9237069886?profile=originalBy David Amoruso

Tommaso Buscetta was the first boss of the Sicilian Mafia to break omerta and tell authorities (almost) all he knew about the secretive criminal brotherhood. Now, Italian filmmakers will produce a big-budget film to tell the story of his life and how he became The Traitor.

That, by the way, is also the movie’s working title. “The Traitor” will be a high-profile project with shooting taking place across the world in Italy, Brazil, and the United States. Italian director Marco Bellocchio will pen the screenplay.

“I am interested in Buscetta’s character because he is a traitor,” Bellocchio told Variety. But, he added, in actuality it wasn’t Buscetta who betrayed the ‘sacred’ principles of Cosa Nostra. “It was [then Cosa Nostra boss] Totò Riina and the Corleonesi Clan.”

This view is one that argues there was a gentle, kind, and respectful version of Cosa Nostra before the vicious Riina seized control. Many would disagree with that view, but it is one many screenwriters and moviemakers have adapted when creating a film about the Mafia as it is a storyline that strikes a chord with the audience.

It is also the view of Buscetta himself. “Today, the Mafia takes from everybody and gives nothing back,” he testified. “It exists only for the personal benefit of its members. Its members care nothing for the needs of anyone but themselves. […] I have seen so many changes in the organization that I no longer feel bound by the code of omerta or silence.”

In reality, Cosa Nostra had always been a violent, vicious and predatory organization. One that ruled the Sicilian island by fear and intimidation. The only thing that changed was that when Toto Riina and his Corleonesi took over in the 1970s, several other Mafia families lost power and influence. Though they claimed theirs was a gentler Mafia, it was nothing more than a media campaign by those that were on the losing end of the game they themselves have played for so many decades.

Among those “losers” was boss Tommaso Buscetta. After he fled to South America to evade Corleonesi hitmen, he was arrested by authorities and deported back to Italy. To escape his hopeless situation, he tried to commit suicide in his cell. When he woke up, realizing he had failed, he decided to cooperate with prosecutors and destroy his enemies in the mob from the other side.

Working closely with anti-mafia magistrate Giovanni Falcone he set about detailing Cosa Nostra’s structure, history, bosses and members, its politics, and how it makes its money.

His testimony led to the conviction of 435 bosses and members of Sicilian Cosa Nostra in the Maxi-Trials and 35 Mafiosi in the American Pizza Connection trial busting a billion-dollar heroin pipeline as a result.

After his successful cooperation he was granted U.S. citizenship and a place in the country’s Witness Protection Program. In 2000, he died at age 71 of natural causes at an unknown location somewhere in the United States.

His surviving relatives have approved the making of this film, Variety reports. “It will be based on extensive research done by a team of journalists, testimony from people who knew him, and material in Italian archives.”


▶ **What the task requires**:
Go through the entries below and return every line that contains "content".

▶ **Data entries for graphics**:
================
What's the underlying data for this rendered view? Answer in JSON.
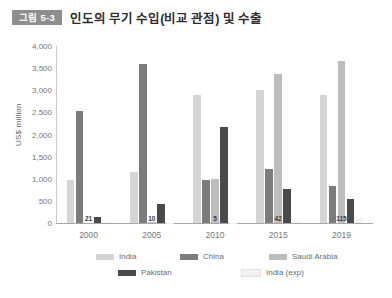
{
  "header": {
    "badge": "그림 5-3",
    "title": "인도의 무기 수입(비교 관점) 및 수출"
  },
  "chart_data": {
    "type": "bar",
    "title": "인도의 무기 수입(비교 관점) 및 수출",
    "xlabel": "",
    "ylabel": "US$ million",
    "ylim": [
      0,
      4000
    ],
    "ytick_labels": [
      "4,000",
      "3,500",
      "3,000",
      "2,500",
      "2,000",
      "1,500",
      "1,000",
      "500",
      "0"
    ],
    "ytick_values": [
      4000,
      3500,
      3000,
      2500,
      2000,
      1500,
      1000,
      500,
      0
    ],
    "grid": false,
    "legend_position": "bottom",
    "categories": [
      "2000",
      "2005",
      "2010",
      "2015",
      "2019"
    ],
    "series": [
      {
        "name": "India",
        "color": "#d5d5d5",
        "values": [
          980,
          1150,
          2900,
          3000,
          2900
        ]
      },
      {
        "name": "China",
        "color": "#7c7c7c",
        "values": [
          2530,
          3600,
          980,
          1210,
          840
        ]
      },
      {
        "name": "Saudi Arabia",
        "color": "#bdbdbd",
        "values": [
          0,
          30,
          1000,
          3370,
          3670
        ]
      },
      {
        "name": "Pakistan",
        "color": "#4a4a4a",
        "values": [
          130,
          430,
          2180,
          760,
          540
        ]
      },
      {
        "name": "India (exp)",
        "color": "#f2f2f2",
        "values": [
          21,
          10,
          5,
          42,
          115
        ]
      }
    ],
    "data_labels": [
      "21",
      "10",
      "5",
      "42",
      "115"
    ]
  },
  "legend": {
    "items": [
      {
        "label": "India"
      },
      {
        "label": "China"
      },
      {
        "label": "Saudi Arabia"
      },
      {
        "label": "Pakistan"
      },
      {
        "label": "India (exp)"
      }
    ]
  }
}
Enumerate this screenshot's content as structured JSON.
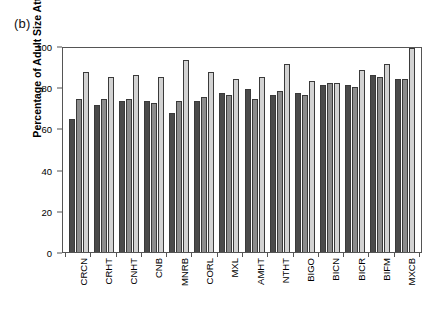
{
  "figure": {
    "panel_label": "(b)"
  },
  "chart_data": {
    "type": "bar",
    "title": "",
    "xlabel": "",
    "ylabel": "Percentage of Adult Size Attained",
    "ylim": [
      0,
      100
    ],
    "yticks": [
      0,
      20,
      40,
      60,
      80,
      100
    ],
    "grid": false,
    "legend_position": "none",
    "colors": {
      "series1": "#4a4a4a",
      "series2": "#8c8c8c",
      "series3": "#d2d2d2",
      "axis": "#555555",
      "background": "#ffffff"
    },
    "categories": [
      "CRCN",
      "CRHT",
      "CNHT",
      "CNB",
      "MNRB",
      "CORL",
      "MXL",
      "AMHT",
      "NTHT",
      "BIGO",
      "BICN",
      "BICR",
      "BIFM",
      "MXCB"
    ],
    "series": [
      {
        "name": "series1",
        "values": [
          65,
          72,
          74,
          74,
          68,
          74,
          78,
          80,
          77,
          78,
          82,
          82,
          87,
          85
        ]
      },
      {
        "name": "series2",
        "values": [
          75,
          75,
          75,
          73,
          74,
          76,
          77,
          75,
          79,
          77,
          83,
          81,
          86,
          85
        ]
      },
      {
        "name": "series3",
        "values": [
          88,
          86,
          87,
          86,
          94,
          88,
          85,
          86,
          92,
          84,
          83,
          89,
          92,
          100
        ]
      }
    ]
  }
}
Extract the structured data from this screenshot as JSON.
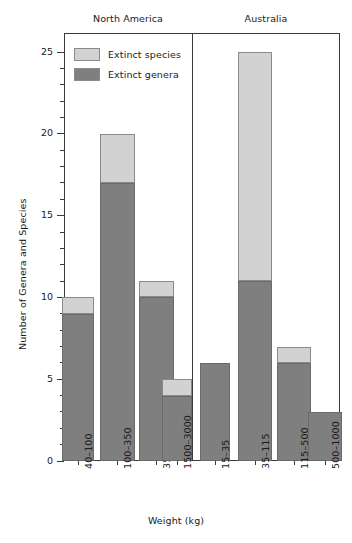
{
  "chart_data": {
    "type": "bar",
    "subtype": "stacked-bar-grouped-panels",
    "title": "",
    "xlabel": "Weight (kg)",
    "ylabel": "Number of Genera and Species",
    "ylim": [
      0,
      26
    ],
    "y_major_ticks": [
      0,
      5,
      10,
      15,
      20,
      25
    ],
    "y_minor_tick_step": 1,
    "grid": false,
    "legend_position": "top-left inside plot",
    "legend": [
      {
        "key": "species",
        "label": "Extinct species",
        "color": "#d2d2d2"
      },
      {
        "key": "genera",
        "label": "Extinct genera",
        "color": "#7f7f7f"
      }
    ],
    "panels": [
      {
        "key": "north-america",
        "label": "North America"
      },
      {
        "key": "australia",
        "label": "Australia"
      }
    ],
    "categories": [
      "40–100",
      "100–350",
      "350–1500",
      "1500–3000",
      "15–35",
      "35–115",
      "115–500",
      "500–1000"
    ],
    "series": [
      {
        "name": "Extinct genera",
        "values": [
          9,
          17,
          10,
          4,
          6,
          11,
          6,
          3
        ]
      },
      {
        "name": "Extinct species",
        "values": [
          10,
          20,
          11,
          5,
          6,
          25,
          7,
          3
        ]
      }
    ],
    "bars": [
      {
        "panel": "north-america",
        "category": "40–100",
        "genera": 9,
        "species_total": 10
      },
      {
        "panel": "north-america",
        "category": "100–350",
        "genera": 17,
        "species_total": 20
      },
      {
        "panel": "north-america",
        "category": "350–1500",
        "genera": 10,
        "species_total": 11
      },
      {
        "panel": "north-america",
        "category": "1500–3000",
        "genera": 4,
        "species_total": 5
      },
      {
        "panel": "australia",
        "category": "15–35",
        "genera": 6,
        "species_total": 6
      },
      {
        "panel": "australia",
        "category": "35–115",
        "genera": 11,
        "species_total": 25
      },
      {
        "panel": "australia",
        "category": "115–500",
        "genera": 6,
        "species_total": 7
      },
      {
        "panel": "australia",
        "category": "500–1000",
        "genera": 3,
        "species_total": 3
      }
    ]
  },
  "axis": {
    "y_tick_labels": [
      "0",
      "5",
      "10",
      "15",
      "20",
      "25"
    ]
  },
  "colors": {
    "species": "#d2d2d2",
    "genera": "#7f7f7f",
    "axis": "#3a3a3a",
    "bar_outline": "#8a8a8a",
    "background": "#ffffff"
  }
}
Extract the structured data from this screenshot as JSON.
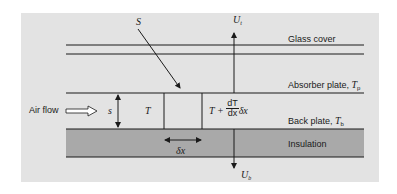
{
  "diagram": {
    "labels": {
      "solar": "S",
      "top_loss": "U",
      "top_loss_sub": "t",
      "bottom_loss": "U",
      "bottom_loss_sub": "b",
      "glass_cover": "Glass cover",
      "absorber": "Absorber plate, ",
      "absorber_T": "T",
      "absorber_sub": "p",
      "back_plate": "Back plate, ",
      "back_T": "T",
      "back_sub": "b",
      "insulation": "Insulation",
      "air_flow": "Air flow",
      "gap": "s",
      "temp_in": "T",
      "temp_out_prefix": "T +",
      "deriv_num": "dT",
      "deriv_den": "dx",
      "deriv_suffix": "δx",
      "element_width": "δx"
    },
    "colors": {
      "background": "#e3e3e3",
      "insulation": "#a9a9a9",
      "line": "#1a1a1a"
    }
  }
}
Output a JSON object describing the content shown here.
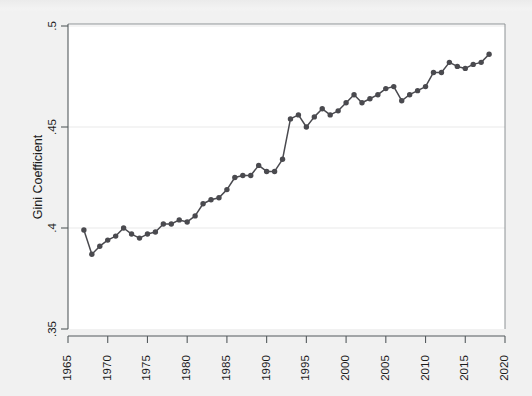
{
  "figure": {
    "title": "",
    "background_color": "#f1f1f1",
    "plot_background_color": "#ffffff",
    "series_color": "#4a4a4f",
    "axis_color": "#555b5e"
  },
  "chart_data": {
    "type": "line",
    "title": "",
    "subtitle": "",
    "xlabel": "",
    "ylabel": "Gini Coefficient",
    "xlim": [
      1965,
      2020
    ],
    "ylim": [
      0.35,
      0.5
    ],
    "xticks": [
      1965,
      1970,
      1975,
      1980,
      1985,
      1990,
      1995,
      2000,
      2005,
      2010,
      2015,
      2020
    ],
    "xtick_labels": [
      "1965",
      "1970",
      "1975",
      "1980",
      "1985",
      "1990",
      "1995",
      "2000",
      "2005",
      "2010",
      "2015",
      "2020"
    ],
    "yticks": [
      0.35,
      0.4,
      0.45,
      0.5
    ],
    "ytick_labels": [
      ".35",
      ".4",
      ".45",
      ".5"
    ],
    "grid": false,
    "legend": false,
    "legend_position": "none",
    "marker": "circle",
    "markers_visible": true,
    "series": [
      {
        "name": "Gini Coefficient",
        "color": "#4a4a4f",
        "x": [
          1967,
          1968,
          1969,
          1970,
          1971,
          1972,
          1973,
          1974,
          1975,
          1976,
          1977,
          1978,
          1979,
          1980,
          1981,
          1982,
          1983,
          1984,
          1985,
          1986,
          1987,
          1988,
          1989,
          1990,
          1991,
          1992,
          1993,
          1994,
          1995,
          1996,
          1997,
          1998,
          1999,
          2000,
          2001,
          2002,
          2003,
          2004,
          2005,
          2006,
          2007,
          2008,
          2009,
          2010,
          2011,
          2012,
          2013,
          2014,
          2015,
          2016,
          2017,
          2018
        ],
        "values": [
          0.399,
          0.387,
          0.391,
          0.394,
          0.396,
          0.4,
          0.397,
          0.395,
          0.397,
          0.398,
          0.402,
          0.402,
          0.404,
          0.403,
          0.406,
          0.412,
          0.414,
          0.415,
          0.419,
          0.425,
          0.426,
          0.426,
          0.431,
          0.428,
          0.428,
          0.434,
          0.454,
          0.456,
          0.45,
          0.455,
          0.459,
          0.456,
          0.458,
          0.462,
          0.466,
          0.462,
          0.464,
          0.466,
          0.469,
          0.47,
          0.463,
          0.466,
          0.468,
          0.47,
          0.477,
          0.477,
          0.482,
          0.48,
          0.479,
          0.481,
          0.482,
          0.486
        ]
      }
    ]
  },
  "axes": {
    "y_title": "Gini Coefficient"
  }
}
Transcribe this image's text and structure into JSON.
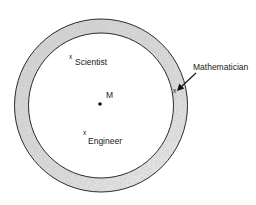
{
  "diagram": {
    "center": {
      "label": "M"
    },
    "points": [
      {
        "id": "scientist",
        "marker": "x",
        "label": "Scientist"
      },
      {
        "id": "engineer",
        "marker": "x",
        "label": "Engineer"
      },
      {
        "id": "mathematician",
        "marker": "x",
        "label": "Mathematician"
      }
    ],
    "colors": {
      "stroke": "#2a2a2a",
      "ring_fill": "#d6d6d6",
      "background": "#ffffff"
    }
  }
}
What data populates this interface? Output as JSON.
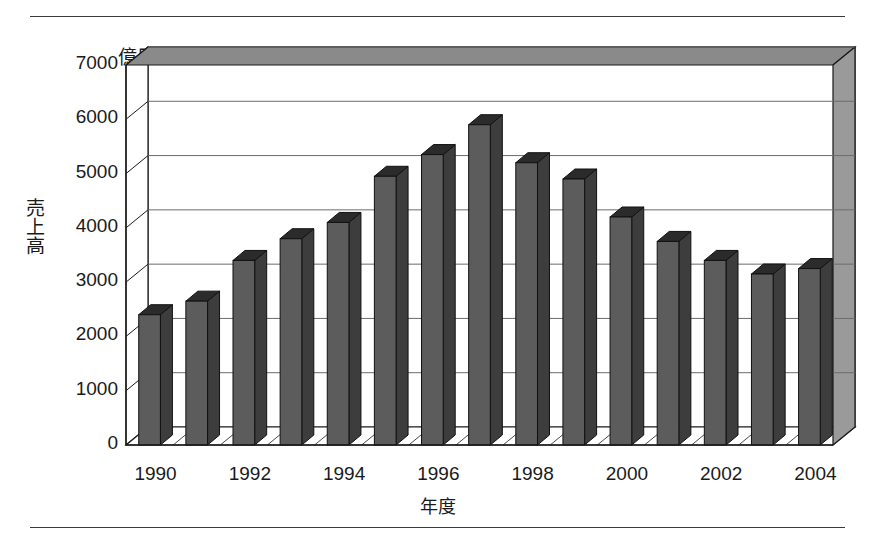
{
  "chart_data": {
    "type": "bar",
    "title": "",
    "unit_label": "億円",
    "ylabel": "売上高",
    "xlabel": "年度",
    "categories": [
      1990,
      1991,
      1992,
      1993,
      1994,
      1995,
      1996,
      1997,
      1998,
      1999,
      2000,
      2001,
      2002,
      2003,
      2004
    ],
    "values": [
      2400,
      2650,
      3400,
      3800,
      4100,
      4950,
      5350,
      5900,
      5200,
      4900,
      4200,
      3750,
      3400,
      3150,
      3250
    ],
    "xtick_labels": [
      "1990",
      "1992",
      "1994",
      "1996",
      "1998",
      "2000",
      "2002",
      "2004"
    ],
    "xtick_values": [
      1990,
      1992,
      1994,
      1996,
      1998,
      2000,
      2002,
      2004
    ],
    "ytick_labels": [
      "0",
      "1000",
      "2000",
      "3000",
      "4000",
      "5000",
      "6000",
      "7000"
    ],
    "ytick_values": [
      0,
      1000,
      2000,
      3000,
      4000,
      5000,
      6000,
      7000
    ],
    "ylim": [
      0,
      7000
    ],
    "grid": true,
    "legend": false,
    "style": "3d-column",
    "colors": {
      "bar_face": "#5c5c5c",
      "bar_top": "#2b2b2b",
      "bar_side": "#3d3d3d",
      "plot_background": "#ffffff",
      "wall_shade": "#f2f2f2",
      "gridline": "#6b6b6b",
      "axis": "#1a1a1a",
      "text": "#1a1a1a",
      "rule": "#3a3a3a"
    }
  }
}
================
▶ **Expected output**:
Enumerate this screenshot's content as structured JSON.
Output a JSON object describing the content shown here.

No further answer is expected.